Pool testing for the coronavirus at Hull High School has proven to be a success so far, with more students to be added to the program soon.
Since March 8, the school has been the setting for pool testing, where multiple people’s swabs are combined and tested as on,. HHS nurse Tricia Roach has been overseeing the process.
“We have five full weeks in, and all the pools have been negative, so that’s good,” she reported.
So far, only the ninth-graders and some teachers have been participating in the testing because they are the only ones at the high school four days a week. But, with all students coming back five days a week after April vacation, all students will be eligible.
The process is voluntary, and, to date, 53 percent of freshmen are signed up. The freshmen have more participation than the other grades: 26 percent of 10th-graders; 18 percent, 11th-graders; and 8 percent, 12th-graders.
Roach said that “another email will go out for people to sign up. Obviously, the more people the better.”
The process involved is fairly quick. Roach and a small team visit several classrooms around the school, and students swab their noses. The swabs are combined in test tubes and taken to South Shore Hospital. They are then transported to a lab in Cambridge, and the school receives the results by early the next morning.
One complication is testing the teachers. Roach does not want too many teachers in one pool because if a pool comes back positive, all the people in it have to quarantine until they are tested individually. If too many teachers have to quarantine, it could disrupt learning.
Roach said she tries “to make sure there’s never more than two teachers in a tube.”
The nurse said she thinks pool testing is “giving people more peace of mind.” And, she added, “I haven’t asked the teachers, but I think they’ve found it’s been very minimal with disruption to learning.”
Victoria Dolan is school correspondent for The Hull Times.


▶ The task:
Scan the records and identify every line in which the string "item" occurs, then return those lines.

Data extracted from a collection:
***
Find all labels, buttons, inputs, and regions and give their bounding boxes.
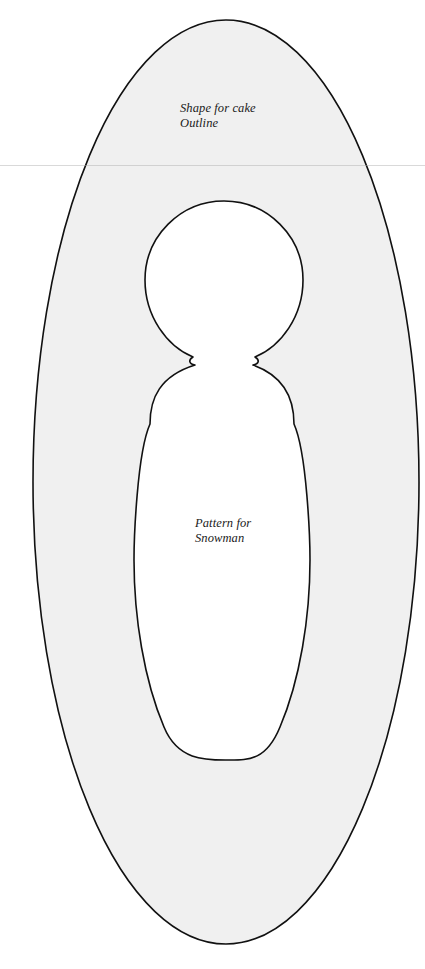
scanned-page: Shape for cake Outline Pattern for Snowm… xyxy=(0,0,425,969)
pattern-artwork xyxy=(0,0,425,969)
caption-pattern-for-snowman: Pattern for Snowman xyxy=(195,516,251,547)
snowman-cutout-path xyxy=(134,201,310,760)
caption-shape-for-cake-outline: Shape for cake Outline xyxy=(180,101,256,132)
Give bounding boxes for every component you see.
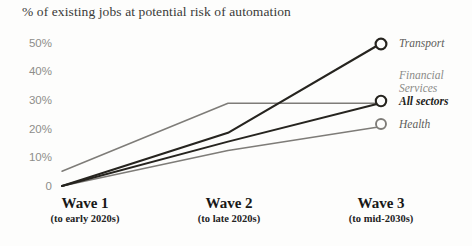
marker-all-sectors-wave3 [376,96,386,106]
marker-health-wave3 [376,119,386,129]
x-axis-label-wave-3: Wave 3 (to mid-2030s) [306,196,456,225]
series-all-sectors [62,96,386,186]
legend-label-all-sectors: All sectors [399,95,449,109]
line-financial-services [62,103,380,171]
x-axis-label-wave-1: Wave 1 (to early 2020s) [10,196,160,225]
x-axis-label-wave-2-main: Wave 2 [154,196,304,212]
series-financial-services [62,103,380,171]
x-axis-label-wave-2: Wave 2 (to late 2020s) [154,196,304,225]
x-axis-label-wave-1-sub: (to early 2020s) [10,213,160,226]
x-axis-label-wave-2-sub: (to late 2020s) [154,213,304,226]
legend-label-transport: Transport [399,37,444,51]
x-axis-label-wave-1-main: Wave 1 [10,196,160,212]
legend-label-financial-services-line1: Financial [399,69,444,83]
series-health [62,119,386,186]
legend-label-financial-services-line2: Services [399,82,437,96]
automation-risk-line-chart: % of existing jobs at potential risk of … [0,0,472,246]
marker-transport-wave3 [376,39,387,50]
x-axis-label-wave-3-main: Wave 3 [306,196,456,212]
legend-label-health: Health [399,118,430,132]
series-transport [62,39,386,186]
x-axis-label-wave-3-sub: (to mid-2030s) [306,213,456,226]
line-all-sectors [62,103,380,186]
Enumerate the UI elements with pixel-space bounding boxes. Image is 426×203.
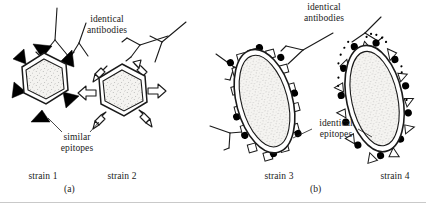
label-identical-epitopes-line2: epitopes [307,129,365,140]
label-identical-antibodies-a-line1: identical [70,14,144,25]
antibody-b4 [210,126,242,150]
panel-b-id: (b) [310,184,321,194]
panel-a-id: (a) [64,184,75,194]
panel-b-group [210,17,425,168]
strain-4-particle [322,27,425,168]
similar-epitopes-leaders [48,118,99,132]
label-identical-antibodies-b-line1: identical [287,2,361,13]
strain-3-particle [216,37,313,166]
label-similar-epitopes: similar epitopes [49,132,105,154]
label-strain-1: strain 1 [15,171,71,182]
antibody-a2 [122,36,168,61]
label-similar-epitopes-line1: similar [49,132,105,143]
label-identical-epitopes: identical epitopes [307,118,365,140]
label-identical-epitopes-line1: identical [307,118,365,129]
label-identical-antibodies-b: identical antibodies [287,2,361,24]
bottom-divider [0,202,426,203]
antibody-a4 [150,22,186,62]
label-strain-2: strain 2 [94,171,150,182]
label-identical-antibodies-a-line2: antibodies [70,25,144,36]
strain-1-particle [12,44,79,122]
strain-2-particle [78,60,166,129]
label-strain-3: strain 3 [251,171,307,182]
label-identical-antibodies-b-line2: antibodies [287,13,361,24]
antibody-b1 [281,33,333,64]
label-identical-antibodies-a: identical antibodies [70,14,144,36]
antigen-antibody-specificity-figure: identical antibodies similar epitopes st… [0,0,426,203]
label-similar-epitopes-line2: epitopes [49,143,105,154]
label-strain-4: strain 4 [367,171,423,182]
***
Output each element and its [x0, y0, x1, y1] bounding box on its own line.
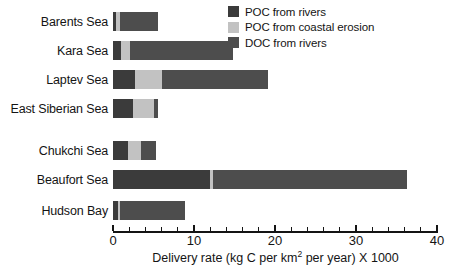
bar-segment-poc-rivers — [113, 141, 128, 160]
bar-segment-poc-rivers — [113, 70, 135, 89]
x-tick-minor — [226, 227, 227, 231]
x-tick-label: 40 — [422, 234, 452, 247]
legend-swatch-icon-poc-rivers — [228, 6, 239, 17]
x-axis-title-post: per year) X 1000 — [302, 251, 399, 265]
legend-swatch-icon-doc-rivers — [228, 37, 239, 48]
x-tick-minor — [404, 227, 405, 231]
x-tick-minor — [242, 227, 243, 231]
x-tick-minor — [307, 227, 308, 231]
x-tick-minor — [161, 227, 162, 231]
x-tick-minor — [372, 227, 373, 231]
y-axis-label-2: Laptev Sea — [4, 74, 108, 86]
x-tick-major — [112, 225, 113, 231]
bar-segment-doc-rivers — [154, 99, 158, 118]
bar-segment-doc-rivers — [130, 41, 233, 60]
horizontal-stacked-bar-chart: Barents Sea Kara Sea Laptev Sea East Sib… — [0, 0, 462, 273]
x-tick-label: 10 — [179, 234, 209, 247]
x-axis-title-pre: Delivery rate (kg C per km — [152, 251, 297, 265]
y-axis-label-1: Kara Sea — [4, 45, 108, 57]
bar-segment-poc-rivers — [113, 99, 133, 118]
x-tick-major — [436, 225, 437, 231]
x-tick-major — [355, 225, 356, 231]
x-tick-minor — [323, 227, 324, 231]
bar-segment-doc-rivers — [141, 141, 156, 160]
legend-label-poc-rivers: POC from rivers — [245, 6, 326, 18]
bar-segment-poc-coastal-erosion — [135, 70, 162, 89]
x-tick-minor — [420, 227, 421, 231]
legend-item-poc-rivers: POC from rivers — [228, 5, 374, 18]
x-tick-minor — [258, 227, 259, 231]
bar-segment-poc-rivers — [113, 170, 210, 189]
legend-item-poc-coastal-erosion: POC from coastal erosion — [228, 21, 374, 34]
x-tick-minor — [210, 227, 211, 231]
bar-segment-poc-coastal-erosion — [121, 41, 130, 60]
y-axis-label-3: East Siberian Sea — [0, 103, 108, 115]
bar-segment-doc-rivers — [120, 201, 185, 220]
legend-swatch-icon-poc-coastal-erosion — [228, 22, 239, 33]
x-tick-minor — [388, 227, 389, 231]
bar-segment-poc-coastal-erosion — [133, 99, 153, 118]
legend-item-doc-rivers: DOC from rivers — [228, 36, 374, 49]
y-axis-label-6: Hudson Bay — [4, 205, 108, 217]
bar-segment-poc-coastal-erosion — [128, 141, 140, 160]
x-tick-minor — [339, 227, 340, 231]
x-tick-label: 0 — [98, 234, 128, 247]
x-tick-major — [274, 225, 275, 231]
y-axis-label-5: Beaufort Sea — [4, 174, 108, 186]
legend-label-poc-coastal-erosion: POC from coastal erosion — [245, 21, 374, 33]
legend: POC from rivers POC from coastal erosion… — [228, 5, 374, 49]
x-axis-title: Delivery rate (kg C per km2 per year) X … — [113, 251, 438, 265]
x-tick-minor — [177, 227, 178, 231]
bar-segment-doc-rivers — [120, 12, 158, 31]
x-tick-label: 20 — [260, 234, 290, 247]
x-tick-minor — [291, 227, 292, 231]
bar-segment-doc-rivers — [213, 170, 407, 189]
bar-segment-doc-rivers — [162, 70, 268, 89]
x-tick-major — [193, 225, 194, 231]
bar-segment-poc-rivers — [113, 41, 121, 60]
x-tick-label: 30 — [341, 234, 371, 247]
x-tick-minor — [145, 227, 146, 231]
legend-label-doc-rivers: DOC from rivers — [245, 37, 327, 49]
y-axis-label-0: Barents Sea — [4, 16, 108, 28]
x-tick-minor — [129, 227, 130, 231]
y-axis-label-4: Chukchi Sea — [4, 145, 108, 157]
***
▶ Response:
legend-item-poc-rivers: POC from rivers — [228, 5, 374, 18]
legend-item-poc-coastal-erosion: POC from coastal erosion — [228, 21, 374, 34]
legend-item-doc-rivers: DOC from rivers — [228, 36, 374, 49]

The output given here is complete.